Sunday 8 May 2016

Applied Animation: Animation Continues with a Walk Cycle

So there's a scene in which Max walks down a long corridor in the college where he is animating. The idea was to have the same scene twice but one set when he is 25 and the other, set five years later when he is 30. In this time the college goes from being up and running, full of budding art students, to a decrepit waste land, literally because it has been abandoned and metaphorically to highlight the state of mind the two animators are in in each date and time.



Matt was going to supply the background designs for this scene so it was up to me to supply the animation. This shot was particularly complicated to animate, but that's fine because I knew for time keeping purposes I wanted to animate the more complicated scenes at the start and save the easier ones for later if the more complicated scenes were to be more time consuming.

This scene was particularly complicated to animate because it was a walk cycle where the character is walking twards the camera. I had animated side on walk cycles numerous times in the past and they were no problem at all once I had done it a few times, but this was a first and the reference footage proved to not be as helpful as I had anticipated. So as always in times of doubt I looked to The Animators Survival Kit to help me.


I found the above illustration from the book to be an incredibly helpful guideline to how I could go about animating my character. But I felt it important not to put to get ahead of myself and jump straight into animating the character as it appears on screen, so what I actually did was use the image as a reference and draw out each character position as I saw it in the diagram on frame paper, as you can see below.

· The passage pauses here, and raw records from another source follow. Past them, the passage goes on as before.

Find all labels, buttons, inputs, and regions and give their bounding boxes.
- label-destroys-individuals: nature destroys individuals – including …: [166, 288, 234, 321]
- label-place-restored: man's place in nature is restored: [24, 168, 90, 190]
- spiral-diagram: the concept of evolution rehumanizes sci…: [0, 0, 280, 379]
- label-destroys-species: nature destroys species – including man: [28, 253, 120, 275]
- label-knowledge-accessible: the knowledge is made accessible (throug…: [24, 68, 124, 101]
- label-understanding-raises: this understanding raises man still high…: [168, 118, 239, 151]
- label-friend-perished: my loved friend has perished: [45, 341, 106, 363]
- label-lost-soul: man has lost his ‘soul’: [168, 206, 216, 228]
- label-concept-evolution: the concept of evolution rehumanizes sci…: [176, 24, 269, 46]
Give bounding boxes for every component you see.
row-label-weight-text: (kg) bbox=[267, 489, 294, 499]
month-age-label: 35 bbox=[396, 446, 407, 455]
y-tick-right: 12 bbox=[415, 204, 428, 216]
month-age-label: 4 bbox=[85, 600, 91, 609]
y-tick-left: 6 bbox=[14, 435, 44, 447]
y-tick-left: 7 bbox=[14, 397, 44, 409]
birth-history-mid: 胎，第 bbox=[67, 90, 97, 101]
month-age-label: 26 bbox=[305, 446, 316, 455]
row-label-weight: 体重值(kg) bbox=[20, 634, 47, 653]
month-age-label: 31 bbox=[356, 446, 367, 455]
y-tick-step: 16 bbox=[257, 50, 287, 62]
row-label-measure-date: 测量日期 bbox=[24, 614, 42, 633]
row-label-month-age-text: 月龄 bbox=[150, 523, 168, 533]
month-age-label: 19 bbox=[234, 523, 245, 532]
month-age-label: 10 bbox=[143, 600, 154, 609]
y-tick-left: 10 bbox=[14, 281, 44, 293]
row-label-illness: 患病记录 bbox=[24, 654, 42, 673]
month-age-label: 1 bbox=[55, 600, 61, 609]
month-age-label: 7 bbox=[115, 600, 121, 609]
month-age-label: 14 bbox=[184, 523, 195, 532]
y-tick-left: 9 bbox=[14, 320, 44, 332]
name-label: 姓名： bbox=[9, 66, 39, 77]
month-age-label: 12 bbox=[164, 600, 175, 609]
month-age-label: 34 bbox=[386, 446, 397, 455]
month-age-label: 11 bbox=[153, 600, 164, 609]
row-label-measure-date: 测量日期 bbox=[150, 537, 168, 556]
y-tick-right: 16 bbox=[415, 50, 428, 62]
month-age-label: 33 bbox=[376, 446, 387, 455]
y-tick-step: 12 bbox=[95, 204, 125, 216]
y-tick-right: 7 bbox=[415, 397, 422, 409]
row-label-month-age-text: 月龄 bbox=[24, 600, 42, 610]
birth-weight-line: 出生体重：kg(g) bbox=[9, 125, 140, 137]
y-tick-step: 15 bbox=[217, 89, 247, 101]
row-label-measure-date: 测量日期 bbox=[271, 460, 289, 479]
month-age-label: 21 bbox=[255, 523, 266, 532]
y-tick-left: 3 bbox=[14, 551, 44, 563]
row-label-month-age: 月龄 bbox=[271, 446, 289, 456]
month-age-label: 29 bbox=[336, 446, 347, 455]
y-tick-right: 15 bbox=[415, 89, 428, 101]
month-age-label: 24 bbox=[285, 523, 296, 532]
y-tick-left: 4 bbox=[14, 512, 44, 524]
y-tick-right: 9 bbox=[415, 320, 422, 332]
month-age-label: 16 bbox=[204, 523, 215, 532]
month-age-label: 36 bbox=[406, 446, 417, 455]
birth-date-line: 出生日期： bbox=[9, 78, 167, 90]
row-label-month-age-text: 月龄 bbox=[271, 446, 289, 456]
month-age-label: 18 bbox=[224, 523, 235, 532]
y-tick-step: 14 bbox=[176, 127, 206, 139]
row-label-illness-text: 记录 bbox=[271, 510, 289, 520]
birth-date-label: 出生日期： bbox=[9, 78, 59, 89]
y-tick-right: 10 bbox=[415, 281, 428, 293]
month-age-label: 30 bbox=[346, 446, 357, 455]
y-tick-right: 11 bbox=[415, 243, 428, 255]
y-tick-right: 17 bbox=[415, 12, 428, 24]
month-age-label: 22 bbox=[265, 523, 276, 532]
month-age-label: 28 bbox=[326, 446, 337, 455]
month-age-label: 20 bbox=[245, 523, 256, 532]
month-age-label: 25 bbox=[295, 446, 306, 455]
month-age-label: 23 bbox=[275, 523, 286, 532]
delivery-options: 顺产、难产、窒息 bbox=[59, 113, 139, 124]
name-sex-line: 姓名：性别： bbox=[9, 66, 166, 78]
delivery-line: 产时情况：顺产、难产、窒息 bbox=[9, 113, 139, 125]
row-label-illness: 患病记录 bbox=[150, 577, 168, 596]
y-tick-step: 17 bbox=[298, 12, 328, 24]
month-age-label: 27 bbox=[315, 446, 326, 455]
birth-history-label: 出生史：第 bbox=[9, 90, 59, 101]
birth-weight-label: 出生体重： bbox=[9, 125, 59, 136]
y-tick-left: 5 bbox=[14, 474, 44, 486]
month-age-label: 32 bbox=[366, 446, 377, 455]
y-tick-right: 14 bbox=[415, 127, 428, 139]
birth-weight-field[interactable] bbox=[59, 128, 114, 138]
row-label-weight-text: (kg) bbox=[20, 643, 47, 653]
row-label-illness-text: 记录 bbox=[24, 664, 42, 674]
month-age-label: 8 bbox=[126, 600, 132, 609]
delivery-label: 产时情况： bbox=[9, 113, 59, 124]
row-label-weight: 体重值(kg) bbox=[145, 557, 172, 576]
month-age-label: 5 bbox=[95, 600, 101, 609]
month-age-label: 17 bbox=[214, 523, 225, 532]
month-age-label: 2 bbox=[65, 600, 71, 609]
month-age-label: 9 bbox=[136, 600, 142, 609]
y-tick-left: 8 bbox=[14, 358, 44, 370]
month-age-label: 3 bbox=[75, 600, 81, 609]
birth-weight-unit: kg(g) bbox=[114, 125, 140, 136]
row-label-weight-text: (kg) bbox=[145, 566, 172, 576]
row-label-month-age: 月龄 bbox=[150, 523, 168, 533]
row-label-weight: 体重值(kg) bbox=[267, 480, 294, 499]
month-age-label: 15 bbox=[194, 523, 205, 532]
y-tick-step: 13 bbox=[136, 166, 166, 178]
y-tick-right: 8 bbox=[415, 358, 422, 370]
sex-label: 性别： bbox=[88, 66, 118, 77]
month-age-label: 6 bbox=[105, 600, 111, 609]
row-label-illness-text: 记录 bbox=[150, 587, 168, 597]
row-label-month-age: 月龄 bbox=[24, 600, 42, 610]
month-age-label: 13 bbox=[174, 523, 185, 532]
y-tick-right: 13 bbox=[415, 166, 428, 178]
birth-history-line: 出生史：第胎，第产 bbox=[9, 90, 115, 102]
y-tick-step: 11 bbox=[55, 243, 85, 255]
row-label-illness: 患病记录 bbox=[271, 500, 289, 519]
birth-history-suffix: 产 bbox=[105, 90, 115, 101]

This process was pretty time consuming because once I had created the 'skeleton walk cycle' by hand I of course had to scan in all these thirteen frames and play them back to see if they worked. They were a bit clunky butr luckily when I took out four of the frames it flowed a lot nicer. This meant I could now animate the final character without there being any worries of how well it would flow because I had already made the skeleton walk cycle flow well, it was literally a case of putting a character on the guideline.